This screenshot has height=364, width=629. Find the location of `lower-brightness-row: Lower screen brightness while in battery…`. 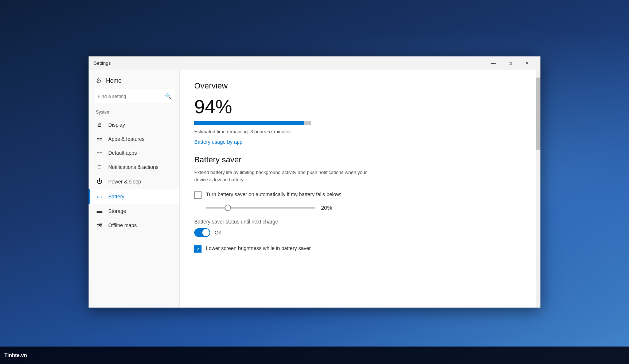

lower-brightness-row: Lower screen brightness while in battery… is located at coordinates (360, 249).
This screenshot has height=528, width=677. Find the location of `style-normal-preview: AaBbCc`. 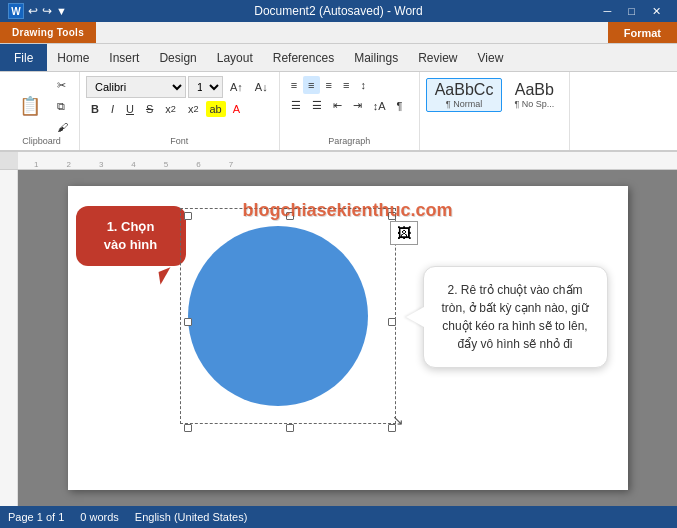

style-normal-preview: AaBbCc is located at coordinates (464, 90).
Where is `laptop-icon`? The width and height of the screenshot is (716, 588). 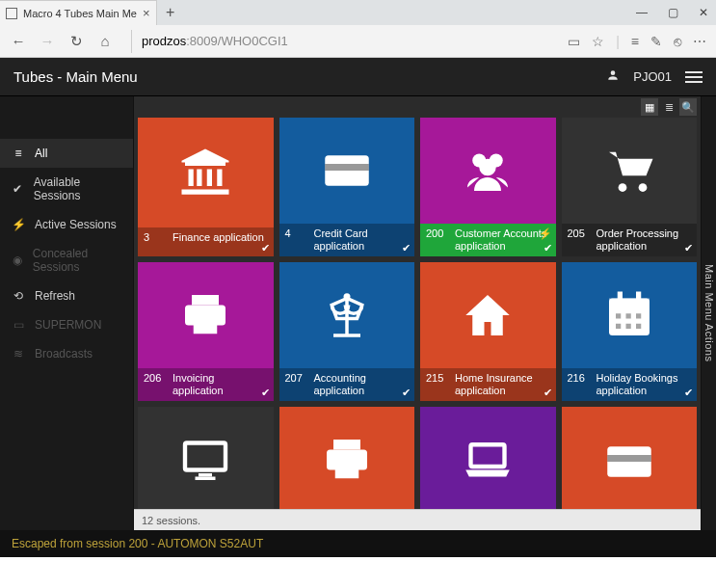 laptop-icon is located at coordinates (488, 460).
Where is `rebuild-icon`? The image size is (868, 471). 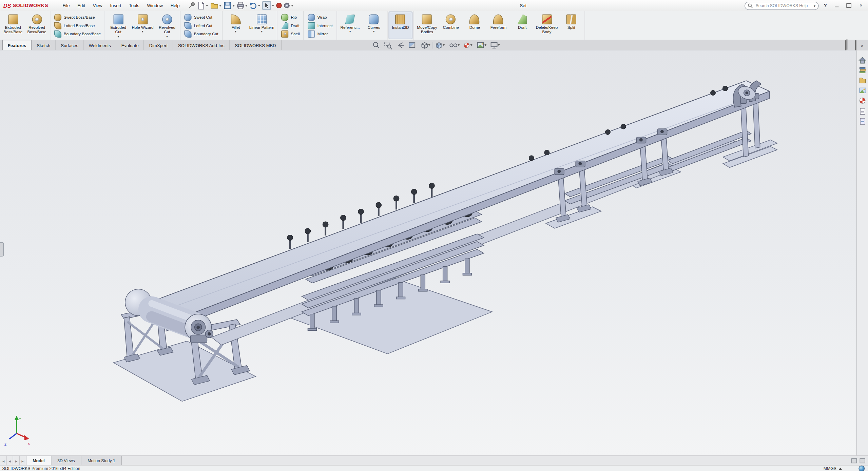
rebuild-icon is located at coordinates (279, 5).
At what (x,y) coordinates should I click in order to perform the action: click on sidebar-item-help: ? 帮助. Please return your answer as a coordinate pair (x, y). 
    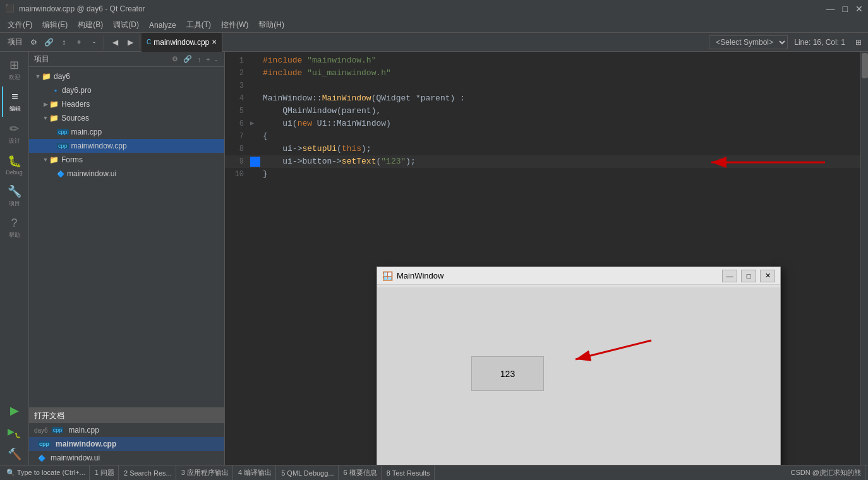
    Looking at the image, I should click on (15, 228).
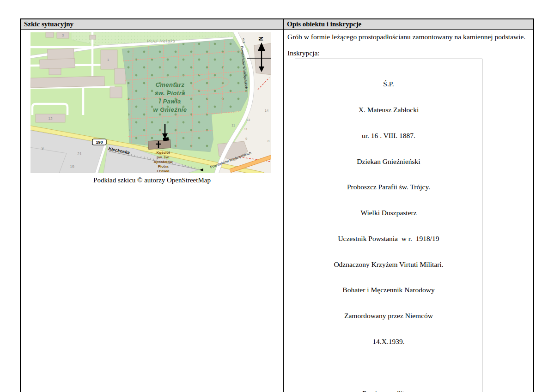 Image resolution: width=554 pixels, height=392 pixels. Describe the element at coordinates (50, 119) in the screenshot. I see `plot-number: 12` at that location.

• Task:
Please retype the lines from the one that contains "is (868, 471)." through the final line of the data, both included, without any pictures.

• Result for this task:
Where is `rebuild-icon`? The image size is (868, 471). 
rebuild-icon is located at coordinates (279, 5).
At what (x,y) coordinates should I click in order to perform the action: click on sidebar-item-help: ? 帮助. Please return your answer as a coordinate pair (x, y). 
    Looking at the image, I should click on (15, 228).
 Image resolution: width=554 pixels, height=392 pixels. Describe the element at coordinates (50, 119) in the screenshot. I see `plot-number: 12` at that location.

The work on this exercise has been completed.